*Exercise:* Copy out the records precisely, omitting pictures.

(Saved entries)

|---|

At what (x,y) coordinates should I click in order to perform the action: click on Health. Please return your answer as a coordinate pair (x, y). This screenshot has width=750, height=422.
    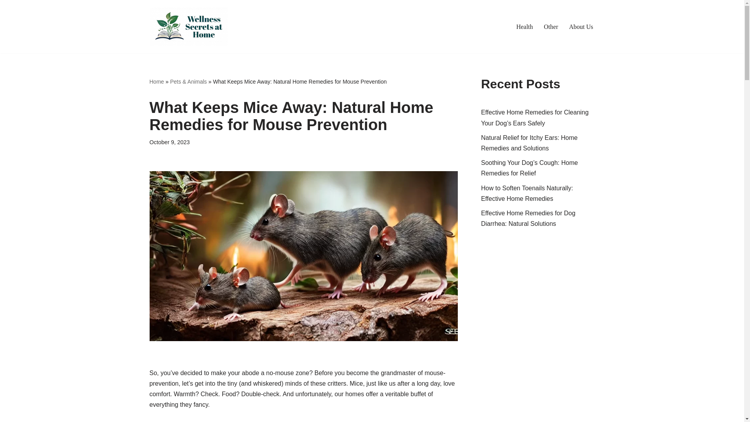
    Looking at the image, I should click on (525, 27).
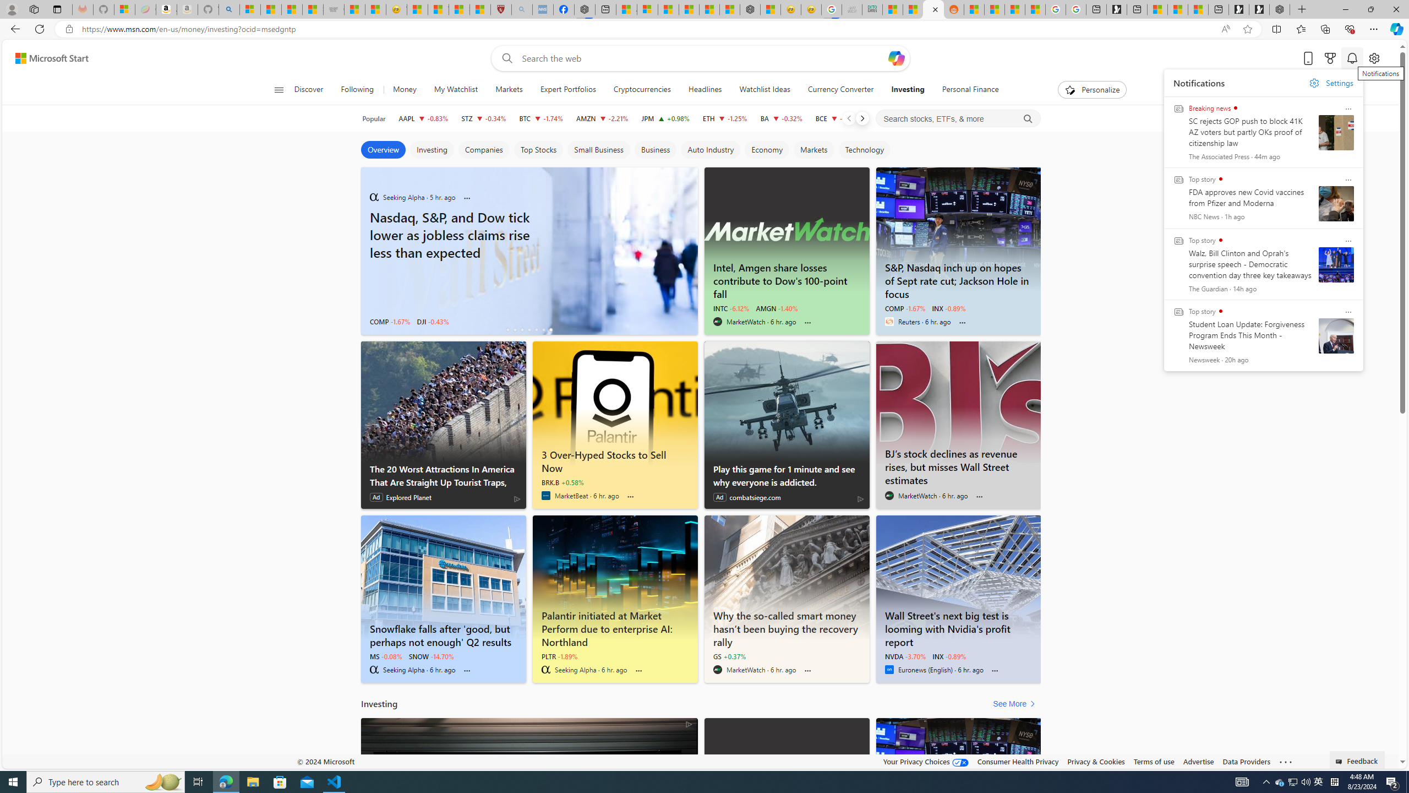 The height and width of the screenshot is (793, 1409). What do you see at coordinates (642, 90) in the screenshot?
I see `Cryptocurrencies` at bounding box center [642, 90].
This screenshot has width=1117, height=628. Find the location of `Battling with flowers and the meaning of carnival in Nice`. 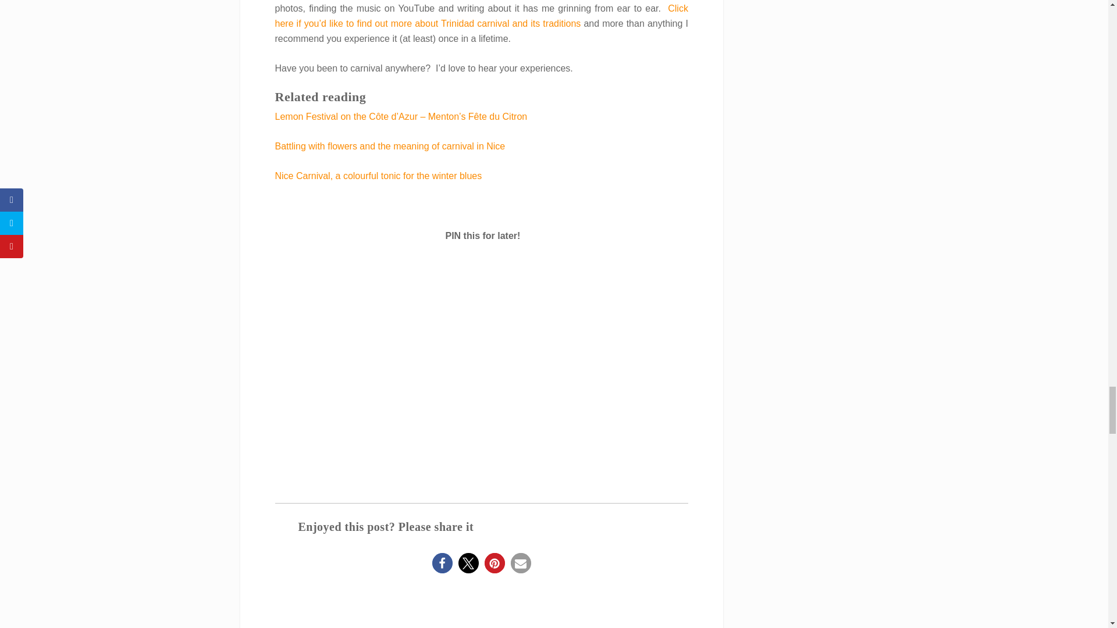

|---|

*Output:*
At what (x,y) coordinates should I click in order to perform the action: click on Health. Please return your answer as a coordinate pair (x, y). This screenshot has width=750, height=422.
    Looking at the image, I should click on (525, 27).
 The height and width of the screenshot is (793, 1409). What do you see at coordinates (642, 90) in the screenshot?
I see `Cryptocurrencies` at bounding box center [642, 90].
This screenshot has width=1117, height=628. Find the location of `Battling with flowers and the meaning of carnival in Nice`. 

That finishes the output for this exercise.